We’ve had many more chances to talk since then, and we’ve made the most of it. I’ve gotten a lot of wonderful bloggable stories of his life, and those that haven’t been told here yet, will be in future, I promise that. My dad was a great storyteller.

We talked, too, of what it was like to be near the end. He was pleased with his life. He’d done almost everything he’d wanted to do (“…and some things I didn’t know I wanted to do, but I did them anyway,”), and he didn’t have any regrets that he could think of.

I’m comforted to know that near the end of things, my dad was able to look back on it all, and feel content that he’d had a full life. And that he wasn’t afraid. But I think it’s also important to remember that from his standpoint, “It sure went fast.” I imagine, if we all live to be 87, we’ll feel the same. So, if we want to do something, we’d better get at it. I would hate to look back and wish for things to be different.

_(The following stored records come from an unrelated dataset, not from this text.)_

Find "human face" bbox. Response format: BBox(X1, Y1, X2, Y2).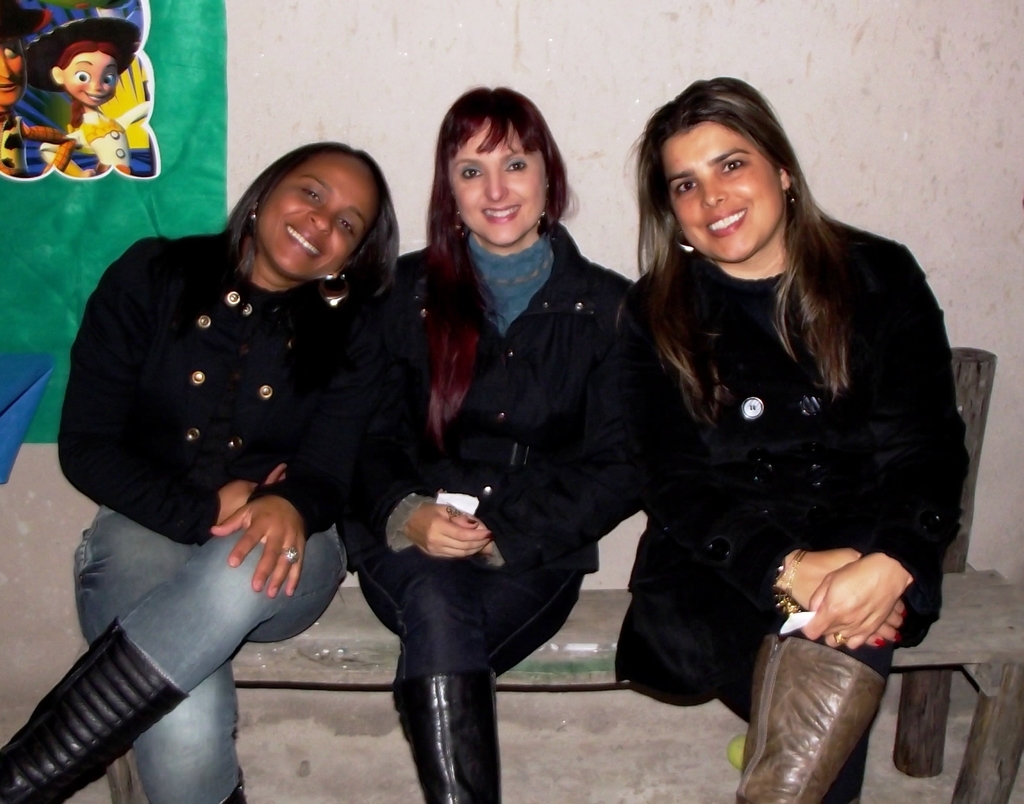
BBox(246, 147, 379, 272).
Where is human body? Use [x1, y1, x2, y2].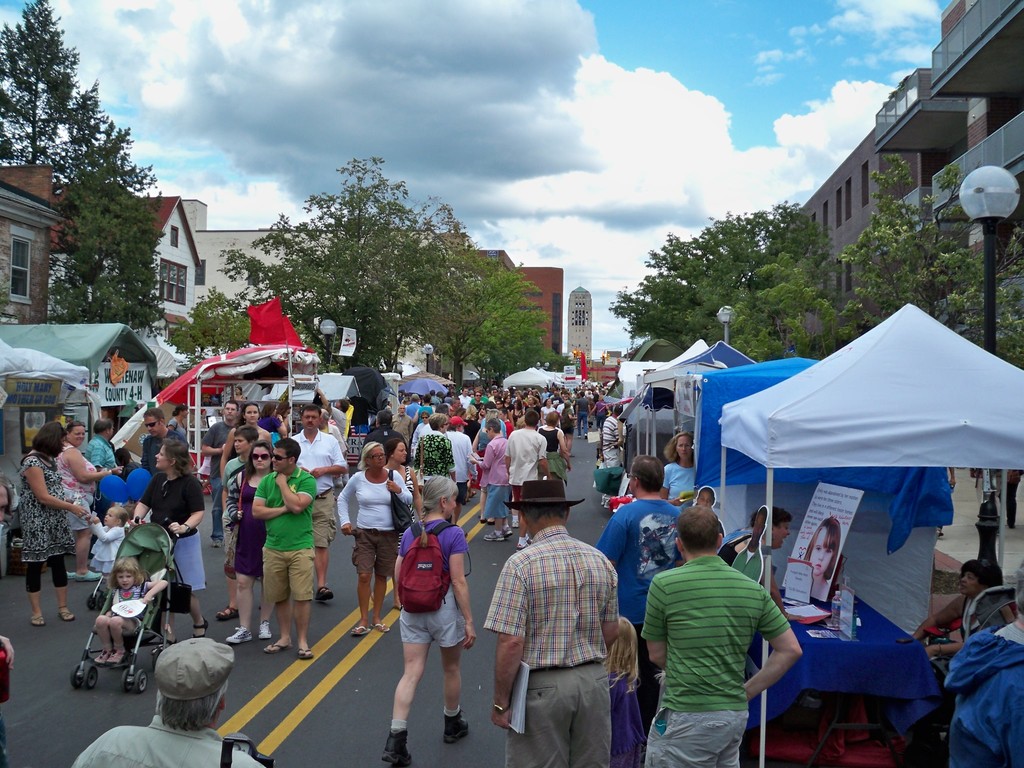
[941, 561, 1023, 767].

The last time I saw him, in a different hospital, eating a piece of pie, with a non-cooperative, trembling hand, I realized he might never get any more pie. He wasn’t supposed to have this piece of pie, but there comes a time when restrictive diets just don’t matter anymore, do they?

The best meals for my dad always ended with a piece of pie, something he would complain about to my mother, if she didn’t provide it. He was known to say to company around the dinner table, “Gee, I’m awful glad you’ve come for supper. If you hadn’t, I wouldn’t have got any pie.”

And here he was, eating what might be the last piece of pie in his nearly 88 years, and his damned hand couldn’t catch it on the spoon. So I tried to help, as best I could, guiding his hand to scoop it up, and he said what I was certain would be his final words to me, knowing, I imagine, that we would never get the chance to speak again.

“Hey, you. Quit tryin’ to steal my pie.”

As last words go, they were good ones – if you knew my dad.

But he got better. Sort of. He said many more things to me, but right now, I can’t remember any of them.

He had a few more set backs, but he did get out of hospital, and he did get more pie. He never quite got back up to himself again, though.

And this morning, at 5:15, My Brother the Trespasser called to tell me he’d gone in his sleep. I imagine his last words would have been to my mother: “Goodnight, then…”

If I could have been there when Dad breathed his last, I like to think I’d have had the nerve to say, as my goodbye to him, “So long, and thanks for all the fish.” It would have been a way to let him know I appreciated everything he’d done for me over the years – which was a helluva lot. More than I deserved.

It would have made him laugh, too, even though he’d never seen the Hitchhiker movie, nor would he have read the book, or ever even heard of Douglas Adams. But he’d have remembered all that whitefish, and he would have laughed, I know. And to go out laughing would have been just his style.

Instead, he made me laugh, with “Quit tryin’ to steal my pie.”

I think, though, that what he meant was, “I love you.”